Merton Abbey Mills update November 2001

A visit to the site of the excavations at Merton Abbey on a rainy Sunday afternoon at the end of September illustrates the problems the planning authorities will have, should any residential development proceed at this site. With approximately 1/3rd of the car park sealed off for the beginning of the Museum Agency's excavations, the Savacentre car park, Tandem centre car park and the Christchurch Road car park all sufficiently full that cars were cruising looking for spaces, over 300 cars in the Merton Abbey Mills car park, and gridlock on the adjoining roads, what on earth will it be like if development proceeds?

The current proposals would increase weekend, rather than weekday, traffic here - just the period when it is most congested.

Let us hope that, on the planning side, the definition of the word ‘sustainable' can be redefined to include its ordinary meaning - that is that the development for which permission can be given will not include the seeds of its own, or others', destruction. As ratepayers none of us will want to be picking up the tabs for the downward spiral which will otherwise result, not just in the indirect costs which will arise from the traffic congestion, but the ongoing direct social services and policing costs as these properties slide into slum conditions, an island site impenetrable to the maintenance and cleaning services, let alone to the emergency ones.

On the historical side, the excavations are concentrating on those areas which were not covered by the 1992 excavation, with the notable exception of the areas around the electricity pylon (presumably, because little building work is proposed there) and the William Morris car park (where our own interests lie).

Let us hope that, this time, the blunder which allowed the west end of the Priory church to be destroyed by the Savacentre petrol station, without any prior excavation, will not be repeated, and the still unexcavated sections of this site excluded from any ‘signing off'.

Since September, there have been two open days at the site, which has calmed many concerns. Dave Saxby, the supervising historian, has clearly taken on board many, if not all, of the issues that concern us, and the discoveries are exciting. In particular, the abbots dining hall has been revealed, with the monastery kitchens, on the eastern end, a substantial 17th century mill, overlying a much earlier structure has appeared alongside Bunce's Ditch to the South, and just north of that another substantial building has emerged.

We now await the move into the William Morris pub car park, where the Liberty ancillary buildings and ‘lagoon' (see article below) should emerge, with a distinct possibility of a substantial medieval mill as well.

On the planning side, a meeting is to be held on 20 November in the Long Shop for Countryside Properties to present their revised scheme for the car park site. Word is that this is to be a mixed residential/work development of buildings designed and laid out to be in keeping with the existing Liberty site, a huge leap forward and a credit to both sides of the dispute.

The main 2CW site is still in limbo, although the outline permission stands there is much talking to be done between the interested authorities, with a significant chance that English Heritage may yet require a detailed excavation of the whole site. If they do, development gets put back significantly, but can proceed freely when completed. If not, then any development must avoid damage to the unexcavated portions of the site, severely constricting the building/foundations possible.

NB. We understand that a new Saturday Antique and collectors market is to be instituted from 24th November in the Showhouse car park. Good luck to this further enhancement of what is already a great site.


§ Exercise goal
All lines of the listing that contain "this" should be shown in full.

Supplied records section start

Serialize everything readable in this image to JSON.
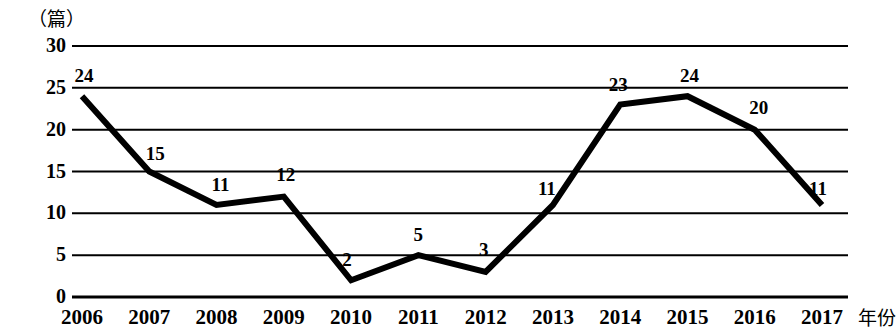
{
  "chart_data": {
    "type": "line",
    "title": "",
    "xlabel": "年份",
    "ylabel": "（篇）",
    "categories": [
      "2006",
      "2007",
      "2008",
      "2009",
      "2010",
      "2011",
      "2012",
      "2013",
      "2014",
      "2015",
      "2016",
      "2017"
    ],
    "values": [
      24,
      15,
      11,
      12,
      2,
      5,
      3,
      11,
      23,
      24,
      20,
      11
    ],
    "point_labels": [
      "24",
      "15",
      "11",
      "12",
      "2",
      "5",
      "3",
      "11",
      "23",
      "24",
      "20",
      "11"
    ],
    "ylim": [
      0,
      30
    ],
    "ytick_labels": [
      "30",
      "25",
      "20",
      "15",
      "10",
      "5",
      "0"
    ],
    "ytick_values": [
      30,
      25,
      20,
      15,
      10,
      5,
      0
    ],
    "grid": true,
    "grid_orientation": "horizontal",
    "legend": "none",
    "series_color": "#000000",
    "grid_color": "#000000",
    "background_color": "#ffffff",
    "line_width": 6
  }
}
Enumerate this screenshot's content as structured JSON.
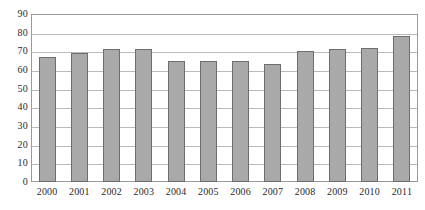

Supplied records section end

§ Written solution
Serialize everything readable in this image to JSON.
Enumerate this screenshot's content as structured JSON.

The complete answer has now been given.